Scientists say smell of old socks can help fight deadly malaria by luring mosquitoes into trap
What do mosquitoes like more than clean, human skin? Stinky socks. Scientists think the musky odor of human feet can be used to attract and kill mosquitoes that carry deadly malaria. The Gates Foundation announced on Wednesday that it will help fund one such pungent project in Tanzania.
If they can be cheaply mass-produced, the traps could provide the first practical way of controlling malaria infections outside. The increased use of bed nets and indoor spraying has already helped bring down transmissions inside homes.
Dutch scientist Dr. Bart Knols first discovered mosquitoes were attracted to foot odor by standing in a dark room naked and examining where he was bitten, said Dr. Fredros Okumu, the head of the research project at Tanzania’s Ifakara Health Institute. But over the following 15 years, researchers struggled to put the knowledge to use.
Then Okumu discovered that the stinky smell — which he replicates using a careful blend of eight chemicals — attracts mosquitoes to a trap where they can be poisoned.
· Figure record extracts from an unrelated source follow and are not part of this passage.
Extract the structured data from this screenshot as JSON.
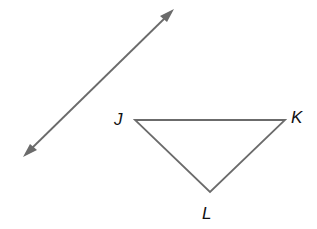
{
  "diagram": {
    "line": {
      "start": [
        23,
        157
      ],
      "end": [
        174,
        9
      ],
      "arrows": "both",
      "color": "#6b6b6b"
    },
    "triangle": {
      "color": "#6b6b6b",
      "vertices": [
        {
          "name": "J",
          "x": 135,
          "y": 120
        },
        {
          "name": "K",
          "x": 285,
          "y": 120
        },
        {
          "name": "L",
          "x": 210,
          "y": 192
        }
      ]
    },
    "labels": {
      "j": "J",
      "k": "K",
      "l": "L"
    }
  }
}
The odor of human feet attracted four times as many mosquitoes as a human volunteer and the poison can kill up to 95 percent of mosquitoes, he said.
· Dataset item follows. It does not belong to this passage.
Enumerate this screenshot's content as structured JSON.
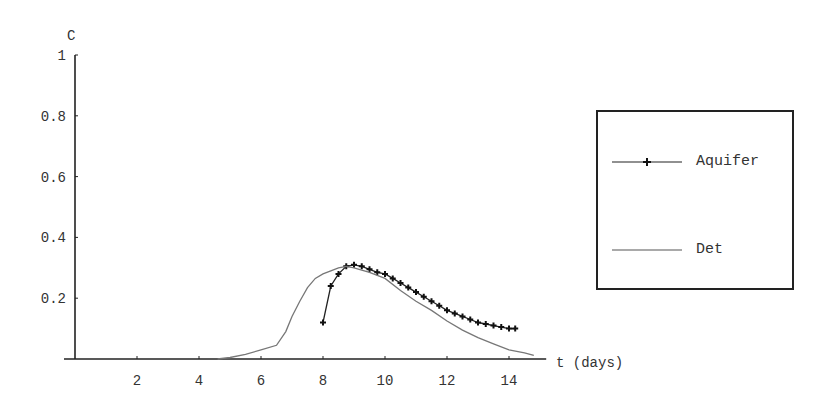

Finally, a use for male teenagers; production of foot odor.
Okumu received an initial grant of $100,000 to help his research two years ago. Now the project has been awarded an additional $775,000 by the Bill and Melinda Gates Foundation and Grand Challenges Canada to conduct more research on how the traps should be used and whether they can be produced affordably.
That should buy a whole lot of stinky socks.